Zoltan is an electromechanical
fortuneteller game from Prophetron using a Cousino endless loop tape
cartridge, made in the late 60's through the early 70's. After
depositing your coin, you would press the button corresponding to your
Zodiacal sign, hold the telephone-style receiver to your ear and hear a
fortune read just for you. In reality, of course, all of the
Zodiac buttons are wired in parallel so it makes no difference
whatsoever as to what your fortune may be. Pressing any button
triggers the tape player to play one segment of the tape containing a
single "fortune". The tape that I have archived here
contained 14 individual fortunes, which would play in order and then
repeat. Each fortune is approximately 1 minute long.
Zoltan used the same Cousino tape loop
cartridge as the Williams Peppy the Clown puppet game, however the
start/stop mechanism is different. In Peppy's case, the game
played until the game circuit detected silence on the tape for at least
four seconds. Zoltan's player relies on a simpler method. It
detects short conductive splices attached to the magnetic tape during
the pauses between the fortunes. It's possible that later Peppy
games were set up this way, and/or earlier Zoltans may have been made to
detect the blank audio gaps as well. More info on Zoltan is
available at Clay's
website.
I was loaned an original Zoltan tape
which unfortunately was the victim of an attempted repair at some point
in the past. The cartridge had been broken open and the tape
unspooled into a tangled pile. After a couple of hours of
re-spooling, I was amazed to find that the tape was almost completely
undamaged - the loop was not even broken. I re-spooled the tape
onto an empty 1/4 inch tape reel, which was then mounted on a Teac
reel-to-reel deck for playback. The audio output of the Teac deck
was digitized (24 bits, 192 kHz sample rate) and then pitch corrected
and sample rate converted to the more typical 44.1 kHz sample rate.

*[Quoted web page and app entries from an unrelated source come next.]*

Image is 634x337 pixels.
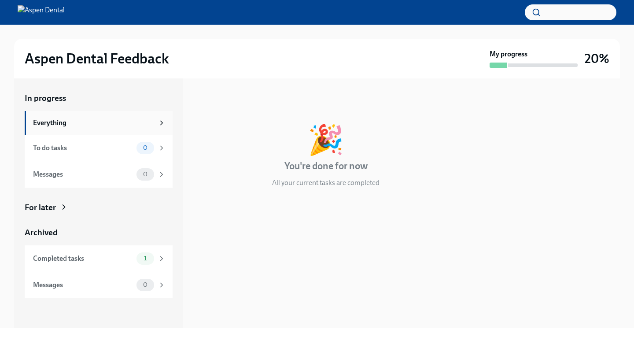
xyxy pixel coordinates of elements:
[138,144,153,151] span: 0
[25,202,56,213] div: For later
[585,51,610,67] h3: 20%
[25,227,173,238] a: Archived
[285,159,368,173] h4: You're done for now
[25,50,169,67] h2: Aspen Dental Feedback
[33,118,154,128] div: Everything
[33,143,133,153] div: To do tasks
[194,93,235,104] div: In progress
[25,202,173,213] a: For later
[25,245,173,272] a: Completed tasks1
[308,125,344,154] div: 🎉
[139,255,152,262] span: 1
[25,161,173,188] a: Messages0
[272,178,380,188] p: All your current tasks are completed
[33,254,133,263] div: Completed tasks
[25,272,173,298] a: Messages0
[25,135,173,161] a: To do tasks0
[138,281,153,288] span: 0
[138,171,153,178] span: 0
[25,111,173,135] a: Everything
[18,5,65,19] img: Aspen Dental
[33,170,133,179] div: Messages
[490,49,528,59] strong: My progress
[25,93,173,104] a: In progress
[33,280,133,290] div: Messages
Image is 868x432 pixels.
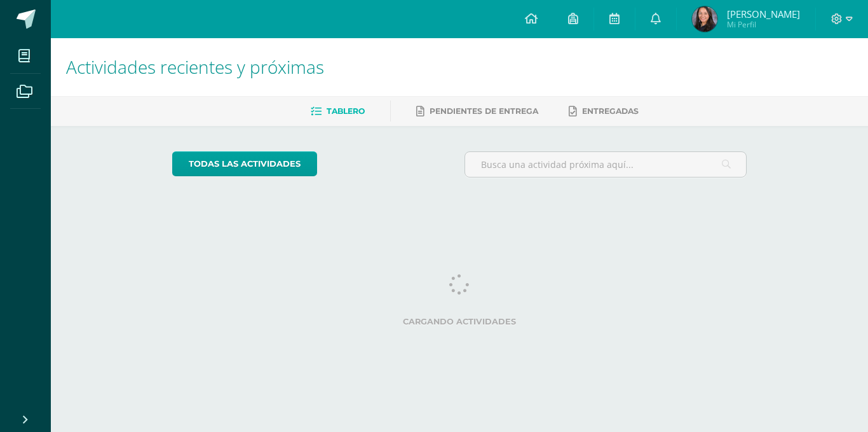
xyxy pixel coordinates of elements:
img: 27a0953f6a46eeb3940d761817ea95a2.png [692,6,718,32]
a: Pendientes de entrega [417,101,538,122]
span: [PERSON_NAME] [727,8,800,21]
a: Tablero [311,101,365,122]
label: Cargando actividades [173,317,747,326]
span: Entregadas [582,106,638,115]
span: Mi Perfil [727,19,800,30]
a: todas las Actividades [173,151,317,176]
input: Busca una actividad próxima aquí... [465,152,746,177]
a: Entregadas [569,101,638,122]
span: Actividades recientes y próximas [66,55,324,79]
span: Pendientes de entrega [430,106,538,115]
span: Tablero [326,106,365,115]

Below is a 128 kbps MP3 file of all 14
Zoltan fortunes. It's 14 minutes, 36 seconds long.
Zoltan.mp3
(14:36 duration, 13.69 Mbytes)
The Cousino tape cartridge player used
in Zoltan is a now-obsolete piece of hardware which is often missing
from the game or broken. The tapes share a similar fate since the
motion of the tape inside the cartridge will eventually cause it to wear
out. Blank tape cartridges are unavailable as is equipment to
record them, although it's theoretically possible to replace the worn
tape inside an old cartridge with new 1/4 inch tape recorded with the
proper sounds. The additional conductive splices would also need
to be added to the gaps between each of the 14 fortunes.
I'm planning on building a solid-state
audio player for Zoltan and other tape-based arcade games. It will
be based on the MP3 player technology used in Pinball
Pal's GSound
board. The GSound board is for Gottlieb System 1 and System 80
pinball machines specifically, but this future yet-unnamed
"universal" version will provide similar capabilities to
Zoltan and many other EM arcade games.